Father Coulter asks us to accept that, if our investor were to opt to lend his money at zero return, he would be entitled to compensation at ten per cent. But in that case he would be rewarded for economic inefficiency and thus for sub-standard business conduct. For this reason Duns Scotus has the better argument than St Thomas at ST II II q78.a.2:
"If (the lender) does not wish to be injured, let him keep back the money he needs, because no-one forces him to do a merciful deed for his neighbour; but if he prefers to show mercy to the other, he is compelled by the divine law not to vitiate the divine law."
Next, Father Coulter proposes that the loss of the value of money over time due to the existence of a common rate of interest gives good title to compensation. However, it is difficult to argue why the holders of money, as distinct from other assets such as real estate, should be privileged in this way.

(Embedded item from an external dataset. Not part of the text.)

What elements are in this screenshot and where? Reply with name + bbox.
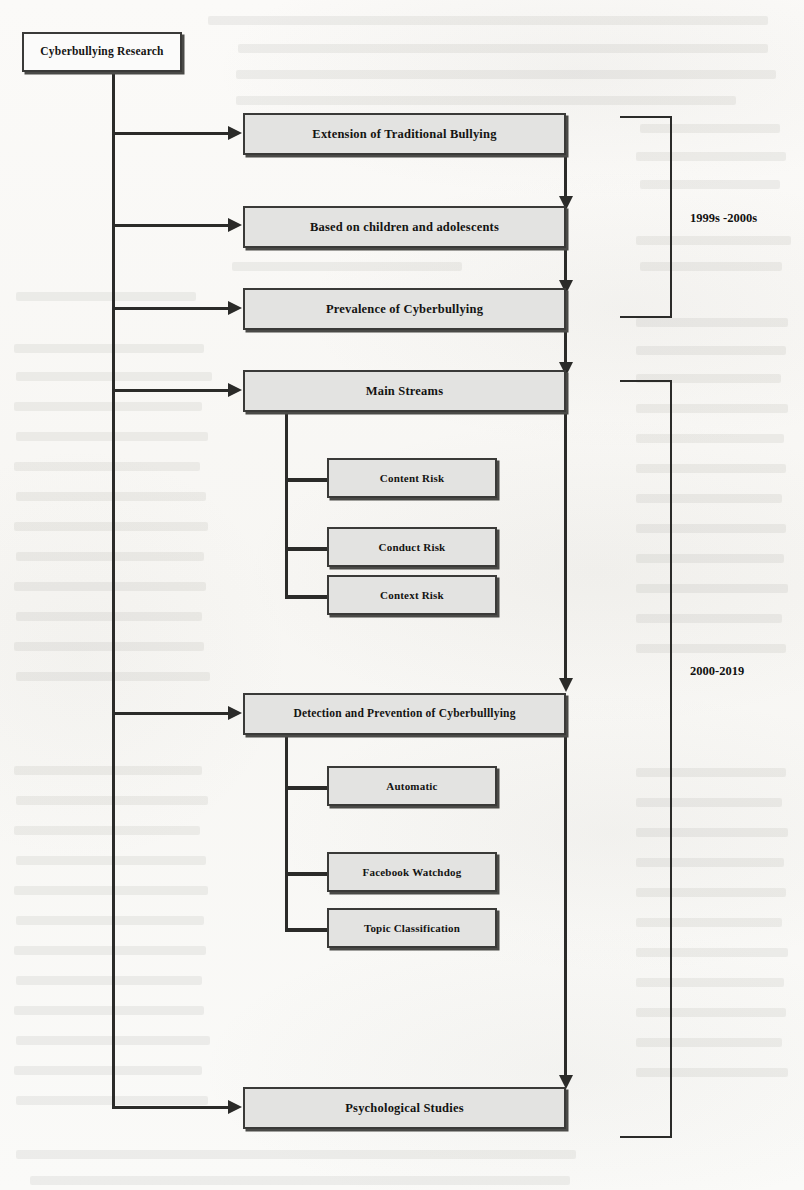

In the same place he argues that this common rate of interest has been established as the "price" for money by the numerous investment opportunities that exist nowadays. This point is controverted among economists. Lord Keynes denied that the rate of interest is the price of money, but a premium offered to savers to persuade them to hold illiquid assets.

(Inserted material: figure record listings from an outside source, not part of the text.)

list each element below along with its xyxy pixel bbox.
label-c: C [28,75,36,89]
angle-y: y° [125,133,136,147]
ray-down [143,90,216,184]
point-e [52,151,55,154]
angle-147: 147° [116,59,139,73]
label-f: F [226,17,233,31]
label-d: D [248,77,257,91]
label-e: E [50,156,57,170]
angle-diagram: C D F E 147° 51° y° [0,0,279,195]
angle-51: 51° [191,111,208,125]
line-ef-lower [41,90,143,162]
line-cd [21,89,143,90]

Instead, he posited the idea of "liquidity preference": the preference of individuals and institutions to hold cash in the face of a future which to them is uncertain. The stronger the liquidity preference, the higher the rate of interest has to be in order to attract investors to less liquid securities which can be committed to longer-term industrial investments.
What remains of the extrinsic titles to interest is the first: costs necessarily incurred in the arrangement of a loan. However, this is not a title to interest levied as a fixed percentage of the principal, but to a fee for commercial moneylenders to cover the cost of staff, business premises and materials in the provision of a beneficial service, plus a reasonable entrepreneurial mark-up. It then assimilates to the title to remuneration for labour (stipendium laboris).
The title of stipendium laboris warrants a fee in relation to labour time spent in the arrangement of a loan. If all else is equal the fee will be the same for a loan of a million
pounds as for a loan of a thousand, unless the larger loan has to be arranged by an agent whose pay is higher by reason of greater expertise or seniority.
The case for extrinsic title to compensation based on periculum sortis or lucrum cessans as such is unpersuasive. In the first case the terms characteristic of a loan contract already protect the lender against loss of the principal. The second flies in the face of the first principles of economic theory, because if implemented it would reward economic inefficiency.
This leaves remuneration for work as the only legitimate title to compensation for moneylending. Compensation which is due only to those who lend money for a living and is not directly, if at all, related to the value of the principal.